One of the first western doctors to teach a mind/body connection and the importance of attitude was Dr. Bernie Siegal. He tells about a time that he and his wife were staying in a hotel, and their room was broken into and some of their precious possessions, were taken— irreplaceable, family things. They were sure who had done it because on their way out to dinner, they saw a suspicious-looking man loitering the hallway near their room. His was the face that popped into their minds when they returned to the room and discovered the theft.

They reported the loss to the police, and spent some time talking about the experience before they went to bed that night. The next morning, when Siegel tried to do his meditation, he was interrupted by the picture of the man in the hallway and by the thoughts of what he would like to do to him. The same thing happened the next morning, and the next.

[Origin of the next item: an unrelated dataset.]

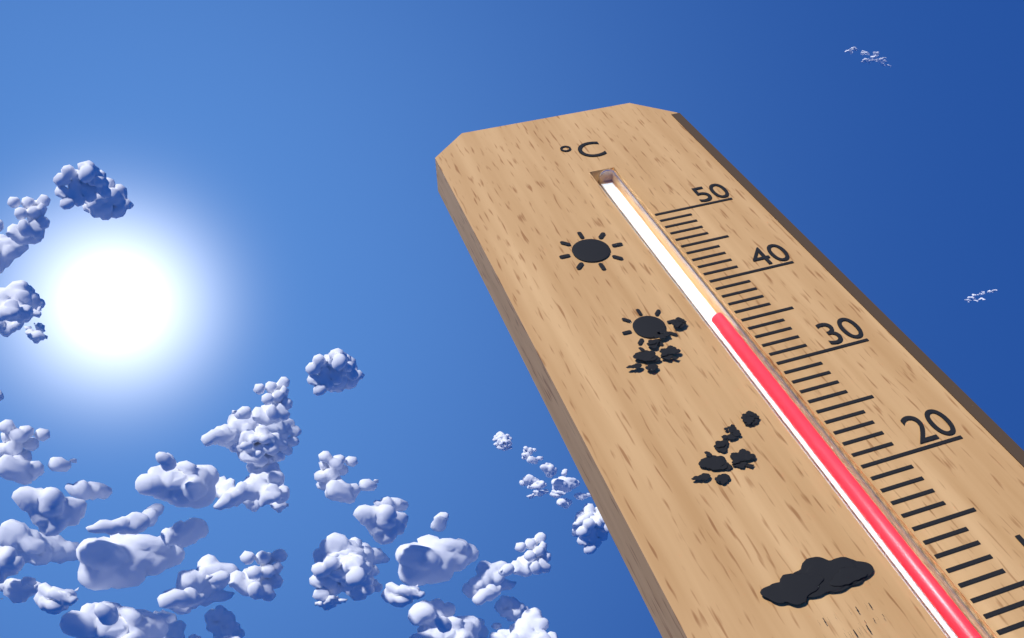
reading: 36 °C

Even after they returned home, the man’s face followed him, and he was filled with angry thoughts that disrupted not only his meditation time, but almost every other waking moment. It was several weeks later that Bernie realized that the burglar had taken over his thoughts and his life, and that was the point at which he made a conscious decision to reclaim his life and his thoughts by changing his attitude about this whole experience. And he did. As a result of this event, Bernie Siegel said, "The burglar taught me that events are not my problem. My thoughts about the events are the problem. This is fortunate, because I can’t change the things that have happened but I can change my thoughts about them"

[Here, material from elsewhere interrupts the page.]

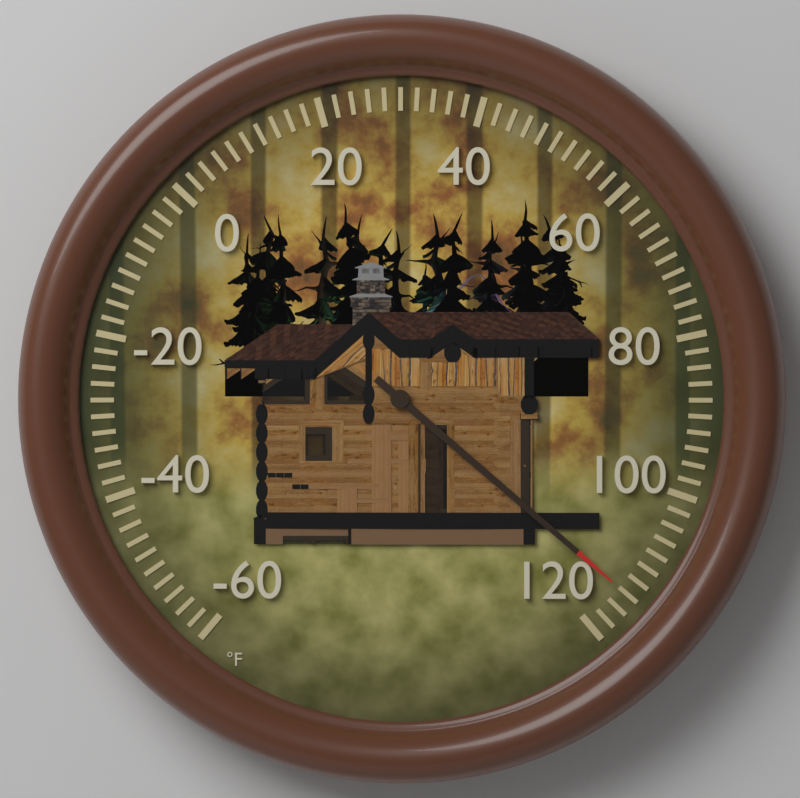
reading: 114 °F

Siegal's story brought to mind a turning point in my life. During my childhood after the death of my father, my mother drank to get through her lonely days. A new friend became her drinking companion. Through my young eyes it looked like this woman was responsible for my mother's drunkenness. I hated her with a vengeance for it. Walking home from school each day if I saw my mother's car at her house or her car at ours, I immediately became preoccupied by my hatred. It was like flipping on a switch.

This went on month after month. There seemed to be no end to the pattern we were locked in together. I felt this woman was ruining my life as well as my mother's. Then one day it occurred to me that this woman was doing nothing to me but I was being harmed nonetheless. Like Bernie Siegal I realized my thoughts were my problem, my responsibility. Once I came to accept responsibility for my feelings, over time they began to shift. It dawned on me that I knew the sadness that made my mother drink.  I didn't know why this other woman drank, but there was probably a reason, she was probably as much a victim of life as my mother. This awareness allowed me to move on.

Later in life I found a quote - one sentence -  from the poet William Butler Yeats which summarized the realizion that I had come to in those earlier days, that has became central to my understanding of the world.  Yeats said:

"He who has contempt for any man has faculties which he has never used." Let me repeat that.  "He who has contempt for any man has faculties which he as never used." 

There are two very important ideas in that one brief line

1)    your harmful attitude is your responsibility 2) you have the faculties, the capacity, to change. 

This same sentiment was expressed beautifully by Paul in the book of Romans, chapter 12, verse 2 - when he says, "Be ye transformed by the renewing of your mind."

We cannot always control life's circumstances. People die, the bird sings outside our window, we stub our toe, and the Celtics win. The world brings a surging, shifting collage of events to us every day.  We can't control most of them.  But we do have the power to control the attitude we bring to the day.

I will end with this thought:

 

Both the hummingbird and the vulture fly over our nation's deserts. Vultures look for the flesh of dead animals. They thrive on what is dead and gone. Hummingbirds, on the other hand, look for the colorful blossoms of desert plants. They fill themselves with freshness and life. As you make your way through life, which one will you be? You choose. Each bird finds what it is looking for. We all do. 


 

[1] Bits & Pieces, May, 1991, p. 15.